Lynn nodded, but added nothing to help.
“I guess it makes sense, though, that he might have known hypnosis,” she speculated. “He told me that he had been a therapist in Sweden.”
“When did he say those words to you, Jo?” Lynn asked again.
“Well, I’m sure he wasn’t trying to hypnotize me,” Jo responded.
“When, Jo?”
Jo licked her lips. “I guess it was over at his apartment. I went there one time. But Larry was only trying to make me feel better.”
Jo stopped. She brushed away the shiver she felt then, knowing that it was irrational to be concerned about Larry or about her memories of him. “I was over at Larry’s apartment during that time when my parents were living apart and so involved with their own problems. I was confused and scared. Larry was the only person I could depend on.”
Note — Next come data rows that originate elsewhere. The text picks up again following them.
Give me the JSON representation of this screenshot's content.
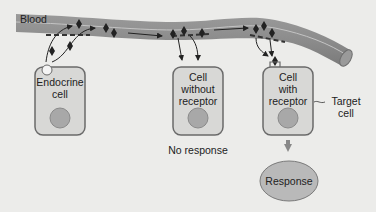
{
  "colors": {
    "background": "#ececea",
    "vessel": "#8a8a8a",
    "vessel_highlight": "#b0b0b0",
    "cell_fill": "#d8d8d6",
    "cell_border": "#6a6a6a",
    "nucleus": "#a8a8a8",
    "hormone": "#222222",
    "response_fill": "#b9b9b9"
  },
  "labels": {
    "blood": "Blood",
    "endocrine_cell": [
      "Endocrine",
      "cell"
    ],
    "cell_without_receptor": [
      "Cell",
      "without",
      "receptor"
    ],
    "cell_with_receptor": [
      "Cell",
      "with",
      "receptor"
    ],
    "target_cell": [
      "Target",
      "cell"
    ],
    "no_response": "No response",
    "response": "Response"
  }
}
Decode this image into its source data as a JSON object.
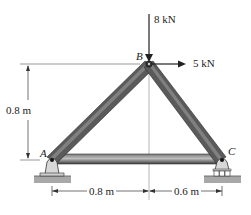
{
  "diagram": {
    "type": "truss",
    "nodes": {
      "A": {
        "label": "A",
        "support": "pin"
      },
      "B": {
        "label": "B"
      },
      "C": {
        "label": "C",
        "support": "roller"
      }
    },
    "members": [
      "AB",
      "BC",
      "AC"
    ],
    "loads": [
      {
        "node": "B",
        "label": "8 kN",
        "direction": "down"
      },
      {
        "node": "B",
        "label": "5 kN",
        "direction": "right"
      }
    ],
    "dimensions": {
      "height": "0.8 m",
      "span_left": "0.8 m",
      "span_right": "0.6 m"
    },
    "colors": {
      "member": "#4a4a4a",
      "member_highlight": "#9a9a9a",
      "ground": "#a8a8a8",
      "line": "#333333"
    }
  }
}
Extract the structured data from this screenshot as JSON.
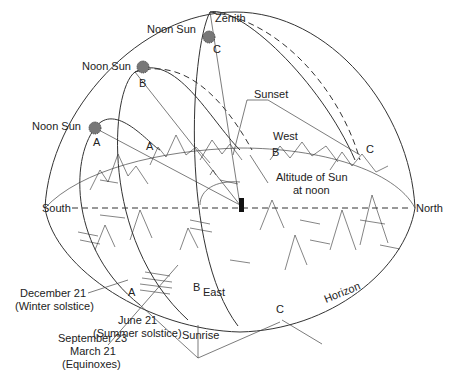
{
  "labels": {
    "zenith": "Zenith",
    "noon_sun_c": "Noon Sun",
    "noon_sun_b": "Noon Sun",
    "noon_sun_a": "Noon Sun",
    "sunset": "Sunset",
    "west": "West",
    "east": "East",
    "south": "South",
    "north": "North",
    "altitude_line1": "Altitude of Sun",
    "altitude_line2": "at noon",
    "horizon": "Horizon",
    "sunrise": "Sunrise",
    "dec_line1": "December 21",
    "dec_line2": "(Winter solstice)",
    "equinox_line1": "September 23",
    "equinox_line2": "March 21",
    "equinox_line3": "(Equinoxes)",
    "june_line1": "June 21",
    "june_line2": "(Summer solstice)"
  },
  "points": {
    "sun_a": "A",
    "sun_b": "B",
    "sun_c": "C",
    "set_a": "A",
    "set_b": "B",
    "set_c": "C",
    "rise_a": "A",
    "rise_b": "B",
    "rise_c": "C"
  },
  "colors": {
    "line": "#333333",
    "sun": "#777777",
    "background": "#ffffff"
  }
}
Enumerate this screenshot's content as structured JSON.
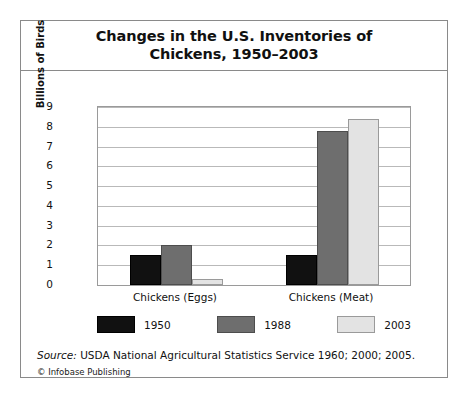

“What did Larry say to you when you were in his apartment?” Lynn prodded.
Jo answered, struggling to keep her voice calm. “Oh, he just told me to let my muscles relax and listen to his voice and I’d feel better.”
Lynn pressed further, but Jo now resisted getting near the memory that pulsed with warning. She couldn’t discuss it.
Lynn backed off, and the session ended. As Jo walked from the clinic, she realized that Lynn had, uncharacteristically, not offered any information from the other personalities. Nor had she shared her own speculation.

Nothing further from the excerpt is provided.